620' THEORY AND PRACTICE OF ENGINEERING. Bqox II.
and slip. This water should, therefore, be collected as much as possible at the surface, andcarried away by drains.
Clay in a moist situation requires a slope of at least 3 to 1, to enable it to stand ; whenkept drv, 2 to 1 has been found sufficient. Where sleepers have been laid upon it in minesor at the bottom of tunnels, they frequently rise up, and are broken, by the mere expansionof the clay; this occurred in the tunnel of the Manchester and Bolton railway. Housesor buildings of any kind placed upon it are in constant motion : when the weather is dry,the foundations contract, when wet expand, so that the walls are never at rest; when theclay is moist, a heavy wall will sink, and continue to do so until out of the influences thatproduce these changes.

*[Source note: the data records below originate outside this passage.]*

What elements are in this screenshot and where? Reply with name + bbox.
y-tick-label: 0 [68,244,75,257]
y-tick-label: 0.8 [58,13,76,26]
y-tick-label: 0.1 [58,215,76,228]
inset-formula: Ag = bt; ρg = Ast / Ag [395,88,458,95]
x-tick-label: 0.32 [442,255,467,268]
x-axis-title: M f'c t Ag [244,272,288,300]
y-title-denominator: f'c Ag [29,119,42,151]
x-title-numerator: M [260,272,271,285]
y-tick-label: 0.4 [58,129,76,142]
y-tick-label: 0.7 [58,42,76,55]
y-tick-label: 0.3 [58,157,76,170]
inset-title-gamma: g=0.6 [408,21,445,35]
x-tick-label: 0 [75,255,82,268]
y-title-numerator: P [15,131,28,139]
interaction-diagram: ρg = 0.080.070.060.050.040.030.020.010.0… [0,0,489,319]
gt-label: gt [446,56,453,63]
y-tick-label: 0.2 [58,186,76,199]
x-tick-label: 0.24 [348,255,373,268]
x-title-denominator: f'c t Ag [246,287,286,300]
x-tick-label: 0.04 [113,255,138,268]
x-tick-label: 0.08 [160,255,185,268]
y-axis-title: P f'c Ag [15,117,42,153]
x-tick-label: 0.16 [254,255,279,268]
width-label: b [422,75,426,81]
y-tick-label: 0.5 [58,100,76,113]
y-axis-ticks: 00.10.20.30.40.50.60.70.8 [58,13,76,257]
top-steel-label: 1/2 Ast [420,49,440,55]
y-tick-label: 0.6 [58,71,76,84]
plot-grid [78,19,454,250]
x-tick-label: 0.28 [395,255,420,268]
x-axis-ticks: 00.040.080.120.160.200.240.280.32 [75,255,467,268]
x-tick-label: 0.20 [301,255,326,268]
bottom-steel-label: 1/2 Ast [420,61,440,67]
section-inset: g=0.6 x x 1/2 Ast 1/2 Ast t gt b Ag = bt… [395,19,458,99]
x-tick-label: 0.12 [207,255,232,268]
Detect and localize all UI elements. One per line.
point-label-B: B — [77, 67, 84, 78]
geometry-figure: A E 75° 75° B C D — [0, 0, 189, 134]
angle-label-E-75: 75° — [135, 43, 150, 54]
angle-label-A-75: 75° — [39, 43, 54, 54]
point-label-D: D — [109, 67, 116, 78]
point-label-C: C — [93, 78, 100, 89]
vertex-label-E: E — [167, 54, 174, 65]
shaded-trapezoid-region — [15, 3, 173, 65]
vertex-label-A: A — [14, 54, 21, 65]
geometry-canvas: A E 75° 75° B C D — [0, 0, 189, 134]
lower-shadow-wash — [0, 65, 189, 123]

Whenever a slope is made at the side of a cutting in clay it is advisable to have at thetoe a footing of concrete or a wall built up to guard against the mass sliding from it. Thedifference in the colour of the yellow clay and the blue beneath arises from the iron theycontain. When this is excluded from the air, it is found as a protoxide ; in the upper clayit is a peroxide.

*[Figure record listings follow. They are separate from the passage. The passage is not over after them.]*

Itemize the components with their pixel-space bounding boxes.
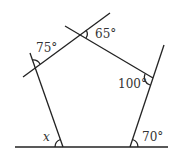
angle-arc-x: [55, 140, 61, 148]
label-75: 75°: [36, 41, 57, 55]
angle-arc-65: [86, 30, 87, 38]
pentagon-diagram: 75° 65° 100° x 70°: [0, 0, 180, 160]
label-65: 65°: [95, 27, 116, 41]
angle-arc-70: [133, 140, 139, 148]
label-100: 100°: [118, 77, 147, 91]
label-x: x: [43, 130, 50, 144]
label-70: 70°: [142, 130, 163, 144]
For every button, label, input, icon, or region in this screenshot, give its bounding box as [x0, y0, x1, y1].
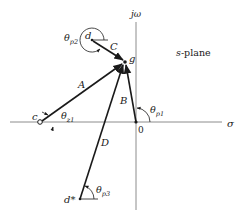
pole-d-conj — [79, 198, 82, 201]
s-plane-diagram: jω σ 0 s-plane g d c d* A B C D θp2 θz1 … — [0, 0, 245, 213]
vector-b-label: B — [119, 95, 127, 106]
pole-origin — [134, 120, 137, 123]
theta-p3-label: θp3 — [96, 184, 110, 198]
vector-a — [42, 64, 122, 121]
origin-label: 0 — [138, 125, 144, 135]
theta-p3-arc — [85, 186, 94, 199]
theta-z1-arc — [52, 127, 53, 131]
vector-d — [80, 65, 123, 199]
vector-a-label: A — [77, 79, 85, 90]
zero-c-label: c — [32, 111, 38, 122]
theta-p1-arc — [137, 108, 150, 122]
theta-p2-label: θp2 — [64, 32, 78, 46]
real-axis-label: σ — [227, 118, 235, 129]
vector-d-label: D — [100, 137, 109, 148]
vector-c-label: C — [110, 41, 118, 52]
pole-d-label: d — [85, 30, 91, 41]
imag-axis-label: jω — [129, 9, 142, 19]
theta-z1-arc-top — [42, 112, 48, 115]
theta-p1-label: θp1 — [150, 104, 164, 118]
zero-c — [38, 120, 43, 125]
point-g-label: g — [129, 53, 135, 64]
theta-z1-label: θz1 — [61, 110, 74, 124]
pole-d-conj-label: d* — [64, 194, 75, 205]
point-g — [123, 60, 127, 64]
vector-b — [126, 65, 136, 122]
plane-title: s-plane — [176, 47, 211, 58]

The London clay is more or less pervious abounding with fissures in all directions,many of which hold a slimy earth and abundance of water : this often passes down to thelower stratum on which it rests, which, if composed of sand, is washed away, and then thewhole superincumbent mass either settles or moves forward ; it is supposed to contain 10per cent, of water. Where canals have been cut through clay, and the embankmentsformed of the material thrown out, they have remained firm as long as their weightbalanced the upward tendency of the water in the substratum of the bed of the canal: butwhen the increased weight of the mass destroyed that equilibrium, the embankments sunk,and forced the bottom upwards. 'Hie greatest depth of the London clay is estimated at700 feet, and its greatest elevation above the sea at 760 feet.
Plastic clav belongs to this formation, and is of various colours; it is so called fromits being used in the potteries; it is found in different degrees of thickness, and containslignites, amber, and shells, both freshwater and marine. The number of tertiary fossils isconsiderable ; the greater proportion are terrestrial ; the fishes are so nearly related toexisting forms that it is difficult to class them, crocodiles and snakes agreeing with thosemet with at the present day.

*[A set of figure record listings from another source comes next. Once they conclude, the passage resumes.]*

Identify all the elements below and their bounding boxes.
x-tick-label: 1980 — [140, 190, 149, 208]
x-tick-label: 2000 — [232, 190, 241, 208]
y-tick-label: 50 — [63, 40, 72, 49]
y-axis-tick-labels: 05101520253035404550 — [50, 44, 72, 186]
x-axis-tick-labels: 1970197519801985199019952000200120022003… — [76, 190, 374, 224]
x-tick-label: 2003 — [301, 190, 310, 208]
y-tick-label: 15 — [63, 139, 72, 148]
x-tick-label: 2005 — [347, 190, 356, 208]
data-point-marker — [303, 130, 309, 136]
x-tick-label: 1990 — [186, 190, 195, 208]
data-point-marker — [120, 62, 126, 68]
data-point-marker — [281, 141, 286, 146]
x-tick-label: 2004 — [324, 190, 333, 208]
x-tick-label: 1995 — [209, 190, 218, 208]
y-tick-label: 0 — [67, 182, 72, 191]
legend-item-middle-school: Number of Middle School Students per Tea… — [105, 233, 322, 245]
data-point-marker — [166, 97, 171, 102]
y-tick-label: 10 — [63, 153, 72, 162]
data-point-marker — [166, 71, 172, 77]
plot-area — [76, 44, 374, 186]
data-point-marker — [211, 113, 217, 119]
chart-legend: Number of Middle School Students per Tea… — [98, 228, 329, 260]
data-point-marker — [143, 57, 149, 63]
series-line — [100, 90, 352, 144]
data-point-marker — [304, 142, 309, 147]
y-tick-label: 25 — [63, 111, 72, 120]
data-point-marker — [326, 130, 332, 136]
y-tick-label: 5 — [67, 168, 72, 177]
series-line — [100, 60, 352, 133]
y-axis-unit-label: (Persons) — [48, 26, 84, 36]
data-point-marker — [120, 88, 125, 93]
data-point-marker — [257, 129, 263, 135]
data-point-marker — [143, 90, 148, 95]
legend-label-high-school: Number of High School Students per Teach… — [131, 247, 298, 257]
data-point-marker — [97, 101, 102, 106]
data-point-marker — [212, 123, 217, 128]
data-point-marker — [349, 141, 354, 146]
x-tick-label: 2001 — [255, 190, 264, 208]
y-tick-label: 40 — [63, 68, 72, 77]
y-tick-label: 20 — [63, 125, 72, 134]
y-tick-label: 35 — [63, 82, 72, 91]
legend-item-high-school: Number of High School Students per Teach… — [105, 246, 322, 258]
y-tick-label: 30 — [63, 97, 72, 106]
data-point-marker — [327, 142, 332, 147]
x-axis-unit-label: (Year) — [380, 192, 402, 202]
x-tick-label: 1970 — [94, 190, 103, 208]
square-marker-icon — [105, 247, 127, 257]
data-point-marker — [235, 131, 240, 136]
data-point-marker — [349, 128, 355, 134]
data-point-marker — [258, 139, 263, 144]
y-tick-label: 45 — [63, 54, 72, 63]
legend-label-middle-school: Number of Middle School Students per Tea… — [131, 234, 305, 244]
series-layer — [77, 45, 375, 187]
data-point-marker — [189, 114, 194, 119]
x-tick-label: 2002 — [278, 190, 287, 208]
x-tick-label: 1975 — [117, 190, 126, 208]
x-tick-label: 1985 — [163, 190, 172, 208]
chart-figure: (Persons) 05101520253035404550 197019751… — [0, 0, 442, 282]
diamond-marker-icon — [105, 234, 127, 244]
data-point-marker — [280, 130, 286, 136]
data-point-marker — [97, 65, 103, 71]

Upper Chalk had its surface furrowed by the action of the waves and currents before anyof the sands or clays were deposited upon it, deep indentations being frequently observed, inwhich are imbedded sand, gravel, and flint.
The stratification of chalk is often obscure, where layers of flint are wanting; where theyoccur they form strata of from 4 to 7 or 8 inches in thickness, and the distance betweenthese beds varies from 2 to many feet.
Lower Chalk is harder and less white than the upper, and is sometimes varied by greengrains, generally with fewer flints, and often without any. The organic remains of thecretaceous system are nearly all marine; the plants are few, and exclusively marine, withthe exception of fragments of coniferous trees, which have evidently floated in the sea, assome specimens have been perforated by Teredines.
Among the fossil shells are the Terebratula*, which live in deep and tranquil seas, andthe extin't species of Crania and Catillus, the Belemnite, Ammonite, IJaculite, and Tur-rilite, of the family Cephalopoda , which resemble the cuttle-fish. Sea Urchins, CoralsSponges, &c., are also dispersed through the chalk and flint; the latter of which owetheir irregular shape to the inclosed zoophytes, as the hollows on their outer face arecaused by brandies of a sponge, which may be sometimes discovered by breaking the flint.
Fish and Crustacea are found, but no bones of land animals, terrestrial or fluvial shells,plants, sand, or pebbles, indicating a formation in a deep sea at a great distance from land.Fossil fishes, with the air-bbdder distended, have been discovered in the Sussex chalk,leading to the conclusion that their destruction and envelopement were sudden.
The chalk formation in England is of great extent; it is chiefly of carbonate of lime in afine granular state; the greatest height which it attains above the level of the sea is about1000 feet.
Greensand generally forms the base of the chalk hills, and consists of small grains ofsilicate of iron agreeing in composition with chlorite; the greensand deposits are a suc-cession of ordinary beds of sand, clay, marl, and impure sandstone, probably the detritus oiformer rocks, the nature of which may be traced in the pebbles of quartz, quartzose sand-stone, jasper, flinty slate, and grains of chlorite and mica.
The upper greensand is a formation of sand and loam, frequently mixed with chert,which passes downward into clay and marl called Gault Below the gault is the lowergreensand, which is partly ferruginous sand and sandstone, with some limestone; amongthe latter may be mentioned the Kentish rag, used for building and repairing the roads, andamong the sandstones that called firestone, which derives its green hue from grains of sili-cate of iron.